Repeatability and Counterproliferation of Metal Additive Manufacturing Technologies in Aerospace Applications
Open Access
- Author:
- Maley, Siri Katrina
- Area of Honors:
- Aerospace Engineering
- Degree:
- Bachelor of Science
- Document Type:
- Thesis
- Thesis Supervisors:
- Dr. Sven G Bilén, Thesis Supervisor
Robert Graham Melton, Thesis Honors Advisor - Keywords:
- Additive Manufacturing
Solid Freeform Fabrication
Counterproliferation
Cybersecurity
Quality Assurance
Aerospace
Air Force - Abstract:
- Additive manufacturing (“3D printing”) is emerging as a promising and disruptive technology for high-performance military aerospace applications. The ability to additively print rather than subtractively machine critical components presents opportunities to lower cost, weight, production time, part count, and material waste while improving performance and functionality. However, reliance on additive manufacturing also involves storing increasingly large amounts of sensitive information and intellectual property in digital media. As the additive manufacturing industry continues to rapidly develop, the factors affecting its accessibility and repeatability from digital information are subject to constant change. This thesis examines the current and future accessibility of additive manufacturing and the cybersecurity risks of its associated digital information. It then synthesizes this to analyze potential interdiction points in the proliferation of high-performance additive manufacturing. This thesis concludes by experimentally testing the current repeatability of high-performance additive manufacturing under one counterproliferation leverage point: the use of recycled titanium 6-4 powder to simulate interdiction of a consumables supply chain. The study concludes that direct metal laser sintering of the tensile specimens resulted in critical surface inconsistencies, including biases based on part orientation and some out-of-tolerance geometry. However, the specimens exhibited no significant variation in performance-critical mechanical properties (modulus of elasticity and yield strength).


» **What the task requires**:
Go through the lines below and tally those containing the string "Limit". Respond with the number only.

——

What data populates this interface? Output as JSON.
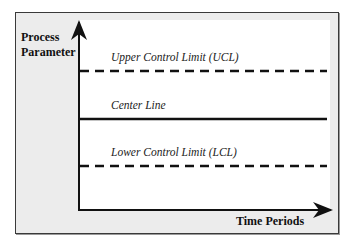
{
  "diagram": {
    "y_axis_label": "Process Parameter",
    "y_axis_label_lines": [
      "Process",
      "Parameter"
    ],
    "x_axis_label": "Time Periods",
    "lines": [
      {
        "name": "ucl",
        "label": "Upper Control Limit (UCL)",
        "style": "dashed",
        "y": 71
      },
      {
        "name": "center",
        "label": "Center Line",
        "style": "solid",
        "y": 119
      },
      {
        "name": "lcl",
        "label": "Lower Control Limit (LCL)",
        "style": "dashed",
        "y": 166
      }
    ],
    "colors": {
      "frame_bg": "#ececec",
      "panel_bg": "#ffffff",
      "line": "#111111"
    }
  }
}
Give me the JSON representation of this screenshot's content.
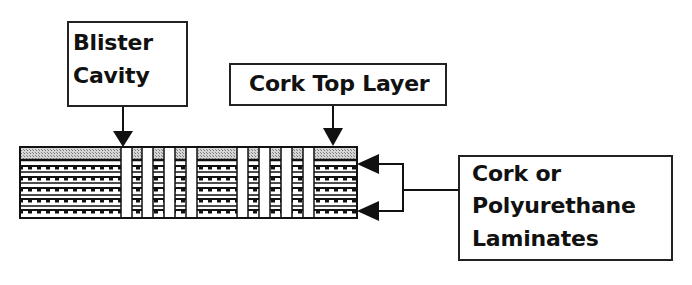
{
  "diagram": {
    "labels": {
      "blister_cavity": {
        "line1": "Blister",
        "line2": "Cavity"
      },
      "cork_top_layer": {
        "text": "Cork Top Layer"
      },
      "laminates": {
        "line1": "Cork or",
        "line2": "Polyurethane",
        "line3": "Laminates"
      }
    },
    "structure": {
      "slab": {
        "x": 20,
        "y": 147,
        "width": 337,
        "height": 71
      },
      "top_layer_height": 13,
      "laminate_rows": 5,
      "cavities_x": [
        121,
        142,
        164,
        186,
        237,
        259,
        281,
        303
      ],
      "cavity_width": 11
    },
    "colors": {
      "line": "#1a1a1a",
      "cork_fill": "#b8b8b8",
      "background": "#ffffff"
    }
  }
}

——

» **Your response**:
2